1st Edition
Entanglements of Designing Social Innovation in the Asia-Pacific
Rooted in the places, cultures, histories, and wisdom of the diverse Asia-Pacific region, this book gathers heterogeneous practices of designing social innovation that address various social, political, and environmental challenges.
In contrast to dominant notions of design from the Global North that evolved through industrialisation and modernist thinking, the examples in this book speak to designing that is embodied, relational, temporal, ontological, and entangled deeply with ecologies. This edited volume shares rich and detailed stories from Aotearoa New Zealand, Cambodia, Indonesia, Japan, Malaysia, Myanmar, the Philippines, Samoa, Thailand, Vanuatu and a continent now called Australia, that offer honest and critical reflections from practitioners and scholars on designing social innovation. Contributors explore issues of ethics, politics, and positionality in their work. This book highlights the importance of respecting multiple knowledge streams, worldviews, and practices situated in a place. This then supports a plurality of designing social innovation. In all, this book offers ways to sharpen focus on entangled pluralities as a central condition for designing.

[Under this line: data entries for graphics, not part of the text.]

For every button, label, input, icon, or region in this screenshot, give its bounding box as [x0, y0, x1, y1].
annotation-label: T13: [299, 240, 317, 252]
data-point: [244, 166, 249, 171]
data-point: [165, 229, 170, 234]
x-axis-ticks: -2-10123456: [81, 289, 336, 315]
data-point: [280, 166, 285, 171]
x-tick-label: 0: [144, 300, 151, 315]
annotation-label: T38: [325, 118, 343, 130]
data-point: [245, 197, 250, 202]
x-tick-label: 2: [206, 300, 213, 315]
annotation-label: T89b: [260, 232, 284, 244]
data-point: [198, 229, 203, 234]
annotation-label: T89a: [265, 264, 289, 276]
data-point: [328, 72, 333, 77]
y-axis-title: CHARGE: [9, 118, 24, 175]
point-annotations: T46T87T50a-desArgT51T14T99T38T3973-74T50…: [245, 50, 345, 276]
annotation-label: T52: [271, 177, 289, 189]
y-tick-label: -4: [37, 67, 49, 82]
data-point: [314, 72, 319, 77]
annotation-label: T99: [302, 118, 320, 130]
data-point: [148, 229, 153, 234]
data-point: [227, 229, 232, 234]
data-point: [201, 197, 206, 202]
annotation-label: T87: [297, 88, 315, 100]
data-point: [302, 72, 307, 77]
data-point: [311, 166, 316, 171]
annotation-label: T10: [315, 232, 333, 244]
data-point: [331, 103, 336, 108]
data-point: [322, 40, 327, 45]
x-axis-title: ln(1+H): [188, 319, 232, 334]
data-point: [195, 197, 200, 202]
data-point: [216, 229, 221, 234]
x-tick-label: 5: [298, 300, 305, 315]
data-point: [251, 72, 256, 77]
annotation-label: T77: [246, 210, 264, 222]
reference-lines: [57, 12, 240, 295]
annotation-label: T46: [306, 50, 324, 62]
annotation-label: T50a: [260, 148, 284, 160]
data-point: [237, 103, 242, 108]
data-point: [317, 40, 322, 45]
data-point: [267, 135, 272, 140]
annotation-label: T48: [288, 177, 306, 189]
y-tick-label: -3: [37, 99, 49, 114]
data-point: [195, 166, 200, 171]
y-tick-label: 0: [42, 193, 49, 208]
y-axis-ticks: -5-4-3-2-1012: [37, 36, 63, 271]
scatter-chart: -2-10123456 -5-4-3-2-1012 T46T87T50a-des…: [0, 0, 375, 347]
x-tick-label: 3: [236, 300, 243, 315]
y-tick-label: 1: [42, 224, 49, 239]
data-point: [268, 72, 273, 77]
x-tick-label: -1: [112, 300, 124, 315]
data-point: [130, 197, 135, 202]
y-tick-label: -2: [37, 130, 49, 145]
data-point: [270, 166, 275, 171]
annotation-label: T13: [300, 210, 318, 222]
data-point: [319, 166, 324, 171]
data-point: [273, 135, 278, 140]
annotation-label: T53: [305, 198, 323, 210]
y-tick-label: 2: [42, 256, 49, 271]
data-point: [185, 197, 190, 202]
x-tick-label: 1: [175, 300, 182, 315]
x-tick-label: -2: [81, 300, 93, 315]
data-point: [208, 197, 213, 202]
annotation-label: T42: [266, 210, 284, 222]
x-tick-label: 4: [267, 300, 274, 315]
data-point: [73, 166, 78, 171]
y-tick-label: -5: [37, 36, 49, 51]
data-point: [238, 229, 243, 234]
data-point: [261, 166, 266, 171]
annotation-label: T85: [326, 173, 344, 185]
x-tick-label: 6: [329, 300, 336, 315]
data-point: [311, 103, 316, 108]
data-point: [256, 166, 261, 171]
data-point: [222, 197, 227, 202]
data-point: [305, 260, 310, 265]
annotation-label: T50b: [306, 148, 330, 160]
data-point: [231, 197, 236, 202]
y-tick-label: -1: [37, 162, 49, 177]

It is a contribution of hope and inspiration that are becoming more urgently needed in the volatile uncertainties of this world.
This book will be of interest to scholars working in social innovation, service design, social design, participatory design, design anthropology, and Asian studies.
1. Introduction: Inter-related worldviews of designing social innovation
Yoko Akama and Joyce Yee
Section 1
2. Teu le vā: “Nurture the space in-between” when Designing with Communities
Marion Muliaumaseali’i and Yoko Akama
3. Inter-generational care of ecologies through social learning
Fadzilah Majid Cooke, Joyce Yee and Yoko Akama
4. Place-based Citizen Science as a Heartware approach to build shared values and capacity for watershed management
Zeeda Fatimah Mohamad
5. Rescripting The Absurd in Indonesia
Victoria Gerrard and Prananda Luffiansyah Malasan
Section 2
6. Infrastructuring resilience for sustaining ecosystems: a story from Chikugo, Japan
Yoko Akama et al.
7. Calling on “aunties” and “nieces”: Empowering women in creative sectors in Southeast Asia through designing mentorship
Joyce Yee, Khemmiga Teerapong, and Yoko Akama
8. Dynamics of power & participation: lessons from Cambodia and Thailand
Isaac Lyne and Istvan Rado
9. Relationships matter: the role of family-like bonds and interdependency in designing social innovation practices
Khemmiga Teerapon et al.
Section 3
10. Tikanga-led design: Whānau-led Innovation for System Transformation
Angie Tangaere and Penny Hagen
11. Design tools for the pluriverse: proposals for designing public services
Paula Hardie and Bec Barnett
12. Examining design orientations through Indigenous Filipino strengths perspective
Kristoffer Santos
13. Reflections on the role of participants and practitioners in situating participatory design practices
Klaus Oberbauer and Will Scott-Kemmis
14. Uncovering tracks: Towards conscious, embodied international development practice in the Pacific
Amy Green
15. Learning to see oneself, in community: An inquiry into what makes collaborative design come alive within a community in Myanmar
Rochelle Ardesher
Biography
Yoko Akama is Associate Professor at RMIT University, School of Design, Australia.
Joyce Yee is Professor at Northumbria University, School of Design, United Kingdom.